A day away from Mia. He needed to clear his mind.
He shoved his hands deep into his pockets. He should have taken the three to five a.m. shift for all the sleep he’d got. Images of Mia had floated through his mind despite him trying to shut them out, despite practising deep breathing and attempting relaxation. Hell, he’d come to these islands to avoid women and life had been easy. He wasn’t going to let one nurse change that.
As he pushed the clinic door open he heard Jimmy calling out.
‘Mia, is there more toast?’
Relief settled over him. He’d made the right decision in not evacuating Jimmy. A boy with a healthy appetite was a great sign.
Mia appeared from the kitchen holding a tray with cereal, milk and fruit. ‘Good morning.’ A warm smile tinged with familiar tension washed across her face. ‘I hope you ate breakfast at home because the way Jimmy is eating, my supplies are dwindling at a rapid rate.’
Her tinkling laugh spun around him, pulling at him with its intoxicating, sweet sound. For a woman who’d been up half the night she had no right to look so fresh and alluring. Her face, free from make-up, shone with a healthy glow, and her hair framed her cheeks, not yet pulled back into its usual neat ponytail.

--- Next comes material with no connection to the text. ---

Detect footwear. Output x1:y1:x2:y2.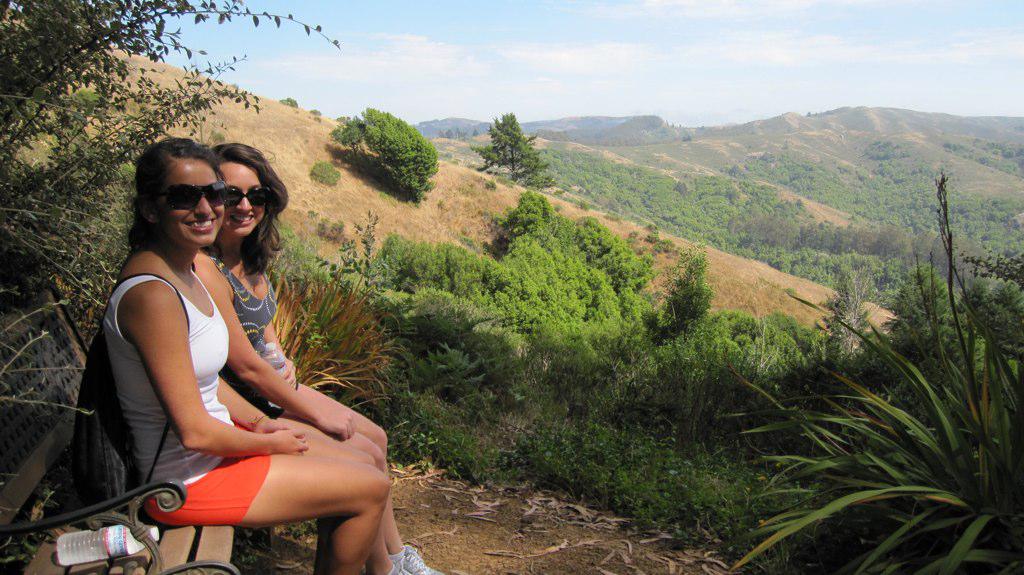
375:558:406:574.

He’d called into the clinic at three a.m. but Jimmy had been stable and sleeping and she’d sent him away, promising to catch a few hours’ sleep herself. He took the tray from her. ‘I learned the hard way and now I have a secret stash of food.’
‘Ah, yet another trick of remote medicine I have to learn.’ She pulled a tiny spiral notebook and pencil out of her pocket and wrote ‘Food supplies’ in it, under a list of other short notes, the bridge of her nose creasing in concentration.
The action surprised him. He’d understand if she wrote down a reminder for a drug order or something related to work, but some extra food?
She caught him staring at her and she quickly flicked the notebook closed, jamming it back in her pocket as if caught out doing something wrong. ‘Let’s give the boy round three of his breakfast.’
Jimmy sat crossed-legged on the bed, crumbs scattered all around him.
‘Is that all that’s left of three slices of toast and Vegemite?’ Mia teased as she brushed away the crumbs. ‘I had a brother who had hollow legs like you. He used to eat and eat and eat.’
Flynn slid the tray onto the over-bed table, wondering about the words ‘had a brother’. Wouldn’t people normally say, ‘My brother used to have hollow legs like you’? ‘Tuck into this, mate, and then I’ll come back and have a look at your dressing, OK?’
Jimmy bit into a yellow banana and nodded as Flynn motioned for Mia to leave the room with him.
He strode into the kitchen and plugged in the coffee-machine. ‘I need a cappuccino—what about you?’
‘That sounds great.’ Mia cut two slices of hearty wholemeal bread and dropped them into the toaster. ‘So, will Jimmy be discharged home to rest today or do you want to keep him in a bit longer so that his wound can be kept clean and dry?’
Flynn glanced at her over the top of the opened fridge door, knowing what she was really asking. ‘Have you done many home visits yet?’
She nodded, her teeth snagging her bottom lip. ‘A few. I’ve worked in disadvantaged areas in Tasmania but I was pretty shocked by the state of some of the houses here and the overcrowding.’